Nadia opened her eyes wide at Ben but he just looked at her in sweet ignorance.
“Told you that, did she?” said Ryder.
“She’s sitting right in front of you,” Nadia muttered into her straw.
“How is he going, Nadia?” Sam asked. “I bet he tries to lead all the time.”
Nadia smiled at Sam. “He’s got potential, especially if he keeps applying himself.”
“Applying himself to dance?” Sam repeated, eyes wide and suggestive as she grinned at her brother. “Well, I never.”
Nadia made the mistake of looking up at the man in question to find his eyes glinting in warning. Unfortunately he didn’t know her well enough to know that he’d just tossed fuel on her fire.
She blinked up at him. “Turns out he has excellent posture too. Quite the form.”
Another beat went by in which the gleam in his eyes deepened, and the pulse in her wrist began to kick like a wild thing.
“In fact,” she continued, evidently unstoppable, “I have a few amateur ballroom enthusiasts on my books who are desperate for a male partner. If I let slip about your brother here, there’ll be blood in the water.”
The muscle twitched in Ryder’s jaw and he shoved his hands in the front pockets of his trousers, drawing her eyes down to what he’d framed all too nicely. Accident?
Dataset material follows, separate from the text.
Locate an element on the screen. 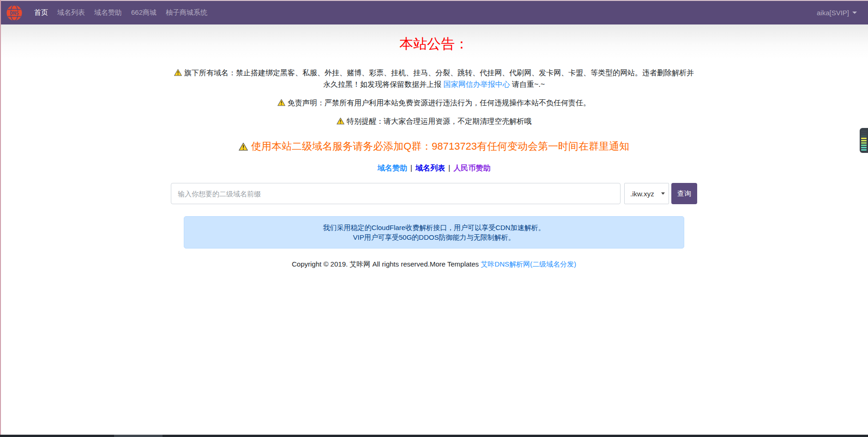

Who knew? The man was an ocean of enigmas. Either way, by the time her eyes rose back to his, the pulse in her wrist had begun to beat loud and proud behind her ears.
Which was when the strains of a Kylie song filtered down the stairs and as one Sam’s friends shot to their feet, babbling about the song and the school formal and somebody falling off the stage, before they were all gone up the stairs in the search of the dance floor.
Ben remained, stoic in his charge of the bags and chairs, and not about to get his new suede jacket anywhere near the sweaty dancers upstairs. Then with the couch all to himself he shuffled deeper, and spread out with a sigh.
“Want to get some air?” Ryder asked, not having moved an inch.
She looked back up at him, and up, and up. Did she? Hell, yeah. “You okay, Ben?”
“As a lark.”
“Then air it is.” Nadia put her cocktail back on the table and stood, running her damp hands down the thighs of her jeans.
She pointed the way to a balcony populated with beer drinkers and followed as Ryder made a way through the throng and to a quiet patch of railing. Music pulsed through the windows above. Soft chatter spread from the star-gazers outside. While Nadia breathed deep of the cool night air, the busy street below, the Prahran railway station peeking between the nearby buildings.
Then, without preface, Ryder asked, “When I asked you out for coffee, why didn’t you tell me you had plans with Sam?” and with a darkness in his voice that Nadia hadn’t seen coming.